Economist tallies what Trump’s war is costing you — and delivers a stark warning


A prominent economist has calculated the overall cost of President Donald Trump’s Iran war on American consumers, boiled it down to how much it is costing each U.S. household, and is issuing a warning on the economy.
Dr. Mark Zandi is the chief economist at Moody’s Analytics and the co-founder of Economy.com. He puts the total cost of Trump’s war at $100 billion — a conservative estimate to some — which amounts to about $750 per household so far.
That $100 billion includes “the additional U.S. military costs and the higher energy and other prices resulting from the war,” says Zandi, who calls it a “big economic blow.”
Last week, Zandi told CNBC that if prices stay roughly the same, and the war drags on to a full year, the total cost will jump to about $2,000 for each U.S. household.
He warns that while Trump’s “deficit-financed tax cuts have cushioned it” so far, as of the middle of last month, “the bigger tax refunds Americans have received this year no longer cover the higher costs of gasoline, diesel, and jet fuel caused by the war.”
Patrick De Haan, the head of petroleum analysis at GasBuddy, on May 19 reported that “Americans will be spending $2 billion more on gasoline over the four day Memorial Day weekend compared to a year ago, according to GasBuddy estimates, or roughly $22 million more every hour.”
Looking at the “hard-pressed middle and lower-income households,” Zandi found that the financial pressure is “mounting quickly.”
He notes that the U.S. consumer’s savings rate is now “about as low as it ever goes,” and warns that “unless the war ends soon and energy prices come down,” Americans “will have little choice but to rein in their spending, weighing further on the already sagging economy.”
Gregory Daco, chief economist at EY-Parthenon, told CNBC that consumers “are increasingly facing an income squeeze, which is forcing them to use savings, credit and wealth to sustain their spending patterns.”
The Trump White House over the weekend offered a different take.
Kevin Hassett, the director of the White House National Economic Council, told reporters that “People are spending more on gas, but they’re also spending more on everything else — not just groceries, but restaurants and so on,” MS NOW reported. “I think that that’s a sign that you would see when people are optimistic about the future.”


**Required action:** Copy out each line containing "name" from the entries below.

**Dataset entries on figures:**
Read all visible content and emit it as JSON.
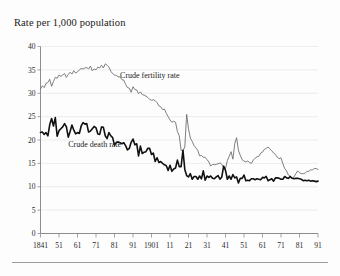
{
  "chart_data": {
    "type": "line",
    "title": "Rate per 1,000 population",
    "xlabel": "",
    "ylabel": "Rate per 1,000 population",
    "xlim": [
      1841,
      1991
    ],
    "ylim": [
      0,
      40
    ],
    "ytick_values": [
      0,
      5,
      10,
      15,
      20,
      25,
      30,
      35,
      40
    ],
    "ytick_labels": [
      "0",
      "5",
      "10",
      "15",
      "20",
      "25",
      "30",
      "35",
      "40"
    ],
    "xtick_values": [
      1841,
      1851,
      1861,
      1871,
      1881,
      1891,
      1901,
      1911,
      1921,
      1931,
      1941,
      1951,
      1961,
      1971,
      1981,
      1991
    ],
    "xtick_labels": [
      "1841",
      "51",
      "61",
      "71",
      "81",
      "91",
      "1901",
      "11",
      "21",
      "31",
      "41",
      "51",
      "61",
      "71",
      "81",
      "91"
    ],
    "grid": true,
    "grid_axis": "y",
    "legend_position": "inline-annotation",
    "colors": {
      "fertility": "#6f6f6f",
      "death": "#111111",
      "gridline": "#e9e9e9",
      "axis": "#8d8d8d",
      "text": "#1a1a1a",
      "background": "#fdfdfd"
    },
    "annotations": [
      {
        "name": "fertility-label",
        "text": "Crude fertility rate",
        "x": 1884,
        "y": 33.2
      },
      {
        "name": "death-label",
        "text": "Crude death rate",
        "x": 1856,
        "y": 18.4
      }
    ],
    "series": [
      {
        "name": "Crude fertility rate",
        "label": "Crude fertility rate",
        "color": "#6f6f6f",
        "x": [
          1841,
          1842,
          1843,
          1844,
          1845,
          1846,
          1847,
          1848,
          1849,
          1850,
          1851,
          1852,
          1853,
          1854,
          1855,
          1856,
          1857,
          1858,
          1859,
          1860,
          1861,
          1862,
          1863,
          1864,
          1865,
          1866,
          1867,
          1868,
          1869,
          1870,
          1871,
          1872,
          1873,
          1874,
          1875,
          1876,
          1877,
          1878,
          1879,
          1880,
          1881,
          1882,
          1883,
          1884,
          1885,
          1886,
          1887,
          1888,
          1889,
          1890,
          1891,
          1892,
          1893,
          1894,
          1895,
          1896,
          1897,
          1898,
          1899,
          1900,
          1901,
          1902,
          1903,
          1904,
          1905,
          1906,
          1907,
          1908,
          1909,
          1910,
          1911,
          1912,
          1913,
          1914,
          1915,
          1916,
          1917,
          1918,
          1919,
          1920,
          1921,
          1922,
          1923,
          1924,
          1925,
          1926,
          1927,
          1928,
          1929,
          1930,
          1931,
          1932,
          1933,
          1934,
          1935,
          1936,
          1937,
          1938,
          1939,
          1940,
          1941,
          1942,
          1943,
          1944,
          1945,
          1946,
          1947,
          1948,
          1949,
          1950,
          1951,
          1952,
          1953,
          1954,
          1955,
          1956,
          1957,
          1958,
          1959,
          1960,
          1961,
          1962,
          1963,
          1964,
          1965,
          1966,
          1967,
          1968,
          1969,
          1970,
          1971,
          1972,
          1973,
          1974,
          1975,
          1976,
          1977,
          1978,
          1979,
          1980,
          1981,
          1982,
          1983,
          1984,
          1985,
          1986,
          1987,
          1988,
          1989,
          1990,
          1991
        ],
        "values": [
          30.9,
          31.6,
          31.2,
          32.1,
          32.3,
          33.0,
          31.5,
          32.5,
          33.4,
          33.2,
          33.9,
          33.6,
          33.9,
          34.2,
          33.4,
          34.0,
          34.5,
          34.1,
          34.8,
          34.3,
          34.6,
          35.0,
          35.3,
          35.2,
          35.4,
          35.5,
          35.2,
          35.8,
          34.8,
          35.2,
          35.0,
          35.6,
          35.4,
          36.0,
          35.4,
          36.3,
          36.0,
          35.6,
          34.7,
          34.2,
          33.9,
          33.8,
          33.5,
          33.5,
          32.9,
          32.8,
          31.9,
          31.2,
          31.1,
          30.2,
          31.4,
          30.8,
          30.7,
          29.9,
          30.3,
          29.7,
          29.6,
          29.4,
          29.1,
          28.7,
          28.5,
          28.6,
          28.4,
          28.0,
          27.3,
          27.1,
          26.5,
          26.6,
          25.7,
          25.0,
          24.3,
          23.8,
          24.0,
          23.8,
          21.8,
          20.9,
          17.8,
          17.7,
          18.5,
          25.5,
          22.4,
          20.4,
          19.7,
          18.8,
          18.3,
          17.8,
          16.6,
          16.7,
          16.3,
          16.3,
          15.8,
          15.3,
          14.4,
          14.8,
          14.7,
          14.8,
          14.9,
          15.1,
          14.8,
          14.1,
          13.9,
          15.6,
          16.5,
          17.5,
          15.9,
          19.2,
          20.5,
          17.8,
          16.7,
          15.8,
          15.5,
          15.3,
          15.5,
          15.2,
          15.0,
          15.7,
          16.1,
          16.4,
          16.5,
          17.2,
          17.4,
          18.0,
          18.2,
          18.5,
          18.1,
          17.7,
          17.2,
          16.9,
          16.3,
          16.0,
          16.2,
          14.9,
          13.9,
          13.4,
          12.5,
          12.2,
          11.8,
          12.1,
          12.8,
          13.4,
          13.0,
          12.8,
          12.8,
          12.9,
          13.3,
          13.3,
          13.6,
          13.6,
          13.9,
          13.9,
          13.7
        ]
      },
      {
        "name": "Crude death rate",
        "label": "Crude death rate",
        "color": "#111111",
        "x": [
          1841,
          1842,
          1843,
          1844,
          1845,
          1846,
          1847,
          1848,
          1849,
          1850,
          1851,
          1852,
          1853,
          1854,
          1855,
          1856,
          1857,
          1858,
          1859,
          1860,
          1861,
          1862,
          1863,
          1864,
          1865,
          1866,
          1867,
          1868,
          1869,
          1870,
          1871,
          1872,
          1873,
          1874,
          1875,
          1876,
          1877,
          1878,
          1879,
          1880,
          1881,
          1882,
          1883,
          1884,
          1885,
          1886,
          1887,
          1888,
          1889,
          1890,
          1891,
          1892,
          1893,
          1894,
          1895,
          1896,
          1897,
          1898,
          1899,
          1900,
          1901,
          1902,
          1903,
          1904,
          1905,
          1906,
          1907,
          1908,
          1909,
          1910,
          1911,
          1912,
          1913,
          1914,
          1915,
          1916,
          1917,
          1918,
          1919,
          1920,
          1921,
          1922,
          1923,
          1924,
          1925,
          1926,
          1927,
          1928,
          1929,
          1930,
          1931,
          1932,
          1933,
          1934,
          1935,
          1936,
          1937,
          1938,
          1939,
          1940,
          1941,
          1942,
          1943,
          1944,
          1945,
          1946,
          1947,
          1948,
          1949,
          1950,
          1951,
          1952,
          1953,
          1954,
          1955,
          1956,
          1957,
          1958,
          1959,
          1960,
          1961,
          1962,
          1963,
          1964,
          1965,
          1966,
          1967,
          1968,
          1969,
          1970,
          1971,
          1972,
          1973,
          1974,
          1975,
          1976,
          1977,
          1978,
          1979,
          1980,
          1981,
          1982,
          1983,
          1984,
          1985,
          1986,
          1987,
          1988,
          1989,
          1990,
          1991
        ],
        "values": [
          21.6,
          21.7,
          21.2,
          21.6,
          20.9,
          23.3,
          24.6,
          23.0,
          24.8,
          20.8,
          22.0,
          22.4,
          22.8,
          23.5,
          22.8,
          20.6,
          21.8,
          23.2,
          22.1,
          21.3,
          21.6,
          21.4,
          23.0,
          23.7,
          23.4,
          23.5,
          21.7,
          21.9,
          22.4,
          22.9,
          22.6,
          21.3,
          21.2,
          22.8,
          22.7,
          20.9,
          20.3,
          21.6,
          20.9,
          20.5,
          18.9,
          19.5,
          19.6,
          19.4,
          19.2,
          19.4,
          18.8,
          17.9,
          18.2,
          19.5,
          20.2,
          19.0,
          19.2,
          16.6,
          18.7,
          17.1,
          17.4,
          17.5,
          18.2,
          18.2,
          16.9,
          17.2,
          15.4,
          16.2,
          15.2,
          15.4,
          15.0,
          14.7,
          14.5,
          13.5,
          14.6,
          13.3,
          13.8,
          14.0,
          15.7,
          14.3,
          14.3,
          17.8,
          13.7,
          12.4,
          12.1,
          12.8,
          11.6,
          12.2,
          12.2,
          11.6,
          12.3,
          11.7,
          13.4,
          11.4,
          12.3,
          12.0,
          12.3,
          11.8,
          11.7,
          12.1,
          12.4,
          11.6,
          12.1,
          14.4,
          13.5,
          11.6,
          12.3,
          11.6,
          12.6,
          11.9,
          12.1,
          10.8,
          11.8,
          11.8,
          12.5,
          11.3,
          11.4,
          11.3,
          11.7,
          11.7,
          11.5,
          11.7,
          11.6,
          11.5,
          12.0,
          11.9,
          12.2,
          11.3,
          11.5,
          11.7,
          11.2,
          11.9,
          11.9,
          11.8,
          11.6,
          11.6,
          12.2,
          11.9,
          11.8,
          12.2,
          11.8,
          11.7,
          11.8,
          11.8,
          11.7,
          11.6,
          11.3,
          11.4,
          11.3,
          11.4,
          11.2,
          11.3,
          11.2,
          11.1,
          11.2
        ]
      }
    ]
  }
}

**Output for this task:**
        "name": "fertility-label",
        "name": "death-label",
        "name": "Crude fertility rate",
        "name": "Crude death rate",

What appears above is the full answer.